Sunday. Nov 27.
Heard Mr. Higgins twice at church, & once in the Eastnor dining room.[1] Dont like him—or rather, cant tolerate him! Walked on the terrace with Miss Baker & Lady Margaret, et cum silentio.[2] Lord Somers cd. not help admiring the manner in which my hair was dressed—!! at dinner today—just like Vandyke’s pictures—or Sir Peter Lelys.[3] Mem. to repeat that compliment whenever my long locks make themselves unpopular. Looked into Phillips’s Sacred Literature, where Gregory’s orations against Julian, are called “pointed thunder”.[4]
How stupid we are!!—And how wise I am! to have brought my desk, & left my key!--
1. The Rev. Joseph Higgins (1770–1847), Rector of Eastnor since 1795.
2. “And in silence.”
3. Sir Anthony Van Dyck (1599–1641) and Sir Peter Lely (1618–80).
4. T[homas] P[hillips], The Study of Sacred Literature Fully Stated and Considered (London, 1756), p. 35: “The Invectives of the Former [St. Gregory the Divine] against the Apostate Emperor Julian, carry with them a Thunder as pointed as that of the Philippics.”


> INSTRUCTIONS FOR THE TASK:
Go over the material below and report every line that contains the word "logo".
----
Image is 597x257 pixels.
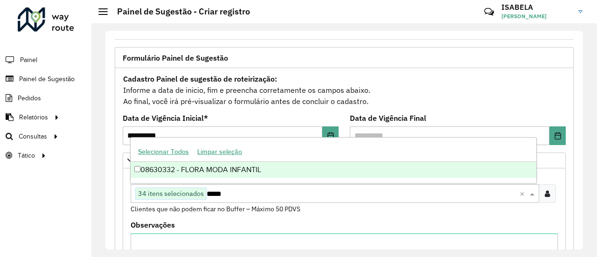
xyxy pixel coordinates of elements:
ng-dropdown-panel: Options list [130,137,537,183]
span: Relatórios [19,112,48,122]
a: Priorizar Cliente - Não podem ficar no buffer [123,153,566,168]
h2: Painel de Sugestão - Criar registro [108,7,250,17]
span: Painel de Sugestão [19,74,75,84]
span: Clear all [520,188,528,199]
div: 08630332 - FLORA MODA INFANTIL [131,162,536,178]
span: 34 itens selecionados [136,188,206,199]
label: Observações [131,219,175,231]
div: Informe a data de inicio, fim e preencha corretamente os campos abaixo. Ao final, você irá pré-vi... [123,73,566,107]
span: Consultas [19,132,47,141]
a: Contato Rápido [479,2,499,22]
span: Formulário Painel de Sugestão [123,54,228,62]
label: Data de Vigência Final [350,112,427,124]
small: Clientes que não podem ficar no Buffer – Máximo 50 PDVS [131,205,301,213]
label: Data de Vigência Inicial [123,112,208,124]
button: Limpar seleção [193,145,246,159]
button: Choose Date [550,126,566,145]
h3: ISABELA [502,3,572,12]
strong: Cadastro Painel de sugestão de roteirização: [123,74,277,84]
span: Tático [18,151,35,161]
span: Pedidos [18,93,41,103]
span: [PERSON_NAME] [502,12,572,21]
button: Selecionar Todos [134,145,193,159]
span: Painel [20,55,37,65]
button: Choose Date [322,126,339,145]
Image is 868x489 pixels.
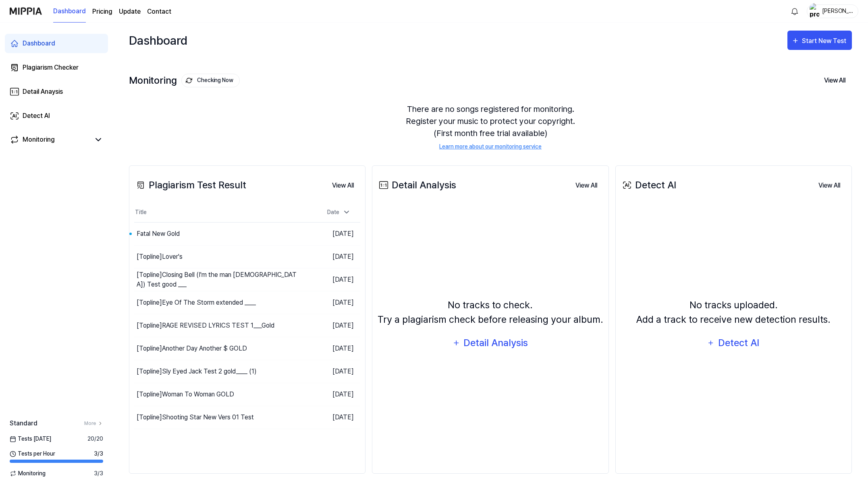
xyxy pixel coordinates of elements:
span: Standard [10,419,38,428]
button: Detail Analysis [447,334,534,353]
div: [Topline] RAGE REVISED LYRICS TEST 1___Gold [137,321,274,331]
div: Detect AI [718,335,761,351]
div: [Topline] Shooting Star New Vers 01 Test [137,413,254,422]
td: [DATE] [304,360,360,383]
div: Dashboard [129,31,188,49]
a: Contact [147,7,172,17]
span: Tests [DATE] [10,435,51,443]
div: [PERSON_NAME] [822,7,853,15]
button: Checking Now [181,74,240,88]
th: Title [134,203,304,222]
div: Detect AI [22,111,49,120]
td: [DATE] [304,406,360,429]
button: View All [818,72,852,89]
img: profile [810,4,819,20]
td: [DATE] [304,268,360,291]
button: View All [326,177,360,194]
div: Monitoring [22,135,55,145]
div: [Topline] Eye Of The Storm extended ____ [137,298,256,308]
div: Start New Test [802,36,848,46]
a: Dashboard [53,1,86,22]
td: [DATE] [304,222,360,245]
div: Detect AI [621,178,677,192]
div: Detail Analysis [463,335,529,351]
div: Plagiarism Test Result [134,178,246,192]
span: 3 / 3 [94,469,103,478]
div: Monitoring [129,74,240,88]
a: Dashboard [5,34,108,53]
div: Date [324,205,354,219]
div: [Topline] Sly Eyed Jack Test 2 gold____ (1) [137,367,257,376]
span: Tests per Hour [10,450,55,458]
div: [Topline] Another Day Another $ GOLD [137,344,247,354]
a: Update [119,7,141,17]
button: Detect AI [702,334,765,353]
a: More [84,420,103,427]
a: Learn more about our monitoring service [439,143,541,151]
div: Detail Analysis [377,178,456,192]
span: 20 / 20 [88,435,103,443]
a: Plagiarism Checker [5,58,108,77]
td: [DATE] [304,383,360,406]
button: Start New Test [788,31,852,49]
td: [DATE] [304,245,360,268]
div: Fatal New Gold [137,229,179,239]
div: [Topline] Woman To Woman GOLD [137,390,234,399]
img: monitoring Icon [185,77,193,84]
a: Detect AI [5,106,108,126]
a: Detail Anaysis [5,82,108,102]
div: Plagiarism Checker [22,63,78,73]
button: Pricing [92,7,113,17]
span: 3 / 3 [94,450,103,458]
img: 알림 [790,7,800,16]
td: [DATE] [304,314,360,337]
a: View All [326,177,360,194]
span: Monitoring [10,469,46,478]
button: View All [569,177,604,194]
td: [DATE] [304,337,360,360]
a: View All [569,177,604,194]
a: View All [812,177,847,194]
button: View All [812,177,847,194]
a: Monitoring [10,135,91,145]
button: profile[PERSON_NAME] [807,5,858,18]
div: [Topline] Lover's [137,252,182,261]
div: Dashboard [22,39,55,49]
div: No tracks to check. Try a plagiarism check before releasing your album. [378,298,603,327]
div: Detail Anaysis [22,87,63,96]
div: There are no songs registered for monitoring. Register your music to protect your copyright. (Fir... [129,94,852,161]
div: No tracks uploaded. Add a track to receive new detection results. [637,298,831,327]
td: [DATE] [304,291,360,314]
div: [Topline] Closing Bell (I'm the man [DEMOGRAPHIC_DATA]) Test good ___ [137,270,304,289]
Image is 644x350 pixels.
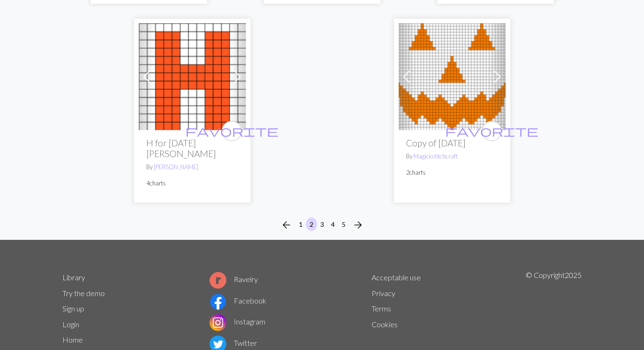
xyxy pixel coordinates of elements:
a: Ravelry [210,275,258,284]
p: 2 charts [406,168,498,177]
a: Library [62,273,85,282]
span: arrow_back [280,219,292,232]
img: Ravelry logo [210,272,226,288]
i: Previous [280,219,292,230]
a: Instagram [210,317,265,326]
span: arrow_forward [352,219,364,232]
button: favourite [222,121,242,141]
a: Terms [371,304,391,313]
img: Facebook logo [210,293,226,310]
a: Login [62,320,79,329]
button: Previous [277,218,296,232]
span: favorite [445,124,538,138]
nav: Page navigation [277,218,367,232]
p: By [406,152,498,161]
p: By [146,163,238,172]
i: favourite [445,122,538,140]
span: favorite [186,124,278,138]
img: H for Christmas Bunting [138,24,246,130]
img: Instagram logo [210,314,226,331]
p: 4 charts [146,179,238,188]
a: Facebook [210,296,267,305]
button: 1 [295,218,306,231]
a: Privacy [371,288,395,297]
a: Jack O Lantern [398,71,506,80]
a: Sign up [62,304,84,313]
a: [PERSON_NAME] [154,163,198,171]
button: 2 [306,218,317,231]
a: Twitter [210,338,257,347]
h2: Copy of [DATE] [406,138,498,148]
button: Next [349,218,367,232]
button: 3 [316,218,328,231]
img: Jack O Lantern [398,24,506,130]
a: Try the demo [62,288,105,297]
i: Next [352,219,364,230]
a: Magickstitchcraft [413,152,458,160]
button: 5 [338,218,349,231]
button: 4 [328,218,339,231]
h2: H for [DATE] [PERSON_NAME] [146,138,238,159]
button: favourite [481,121,502,141]
a: Acceptable use [371,273,421,282]
a: Home [62,335,83,344]
a: H for Christmas Bunting [138,71,246,80]
i: favourite [186,122,278,140]
a: Cookies [371,320,397,329]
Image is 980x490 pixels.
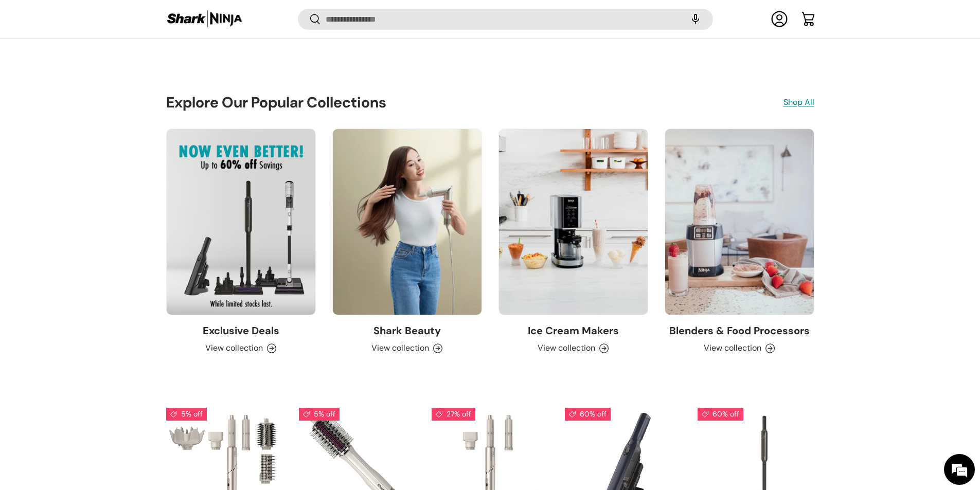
----
> EXERCISE OUTPUT:
img: Ravelry logo [210,272,226,288]
img: Facebook logo [210,293,226,310]
img: Instagram logo [210,314,226,331]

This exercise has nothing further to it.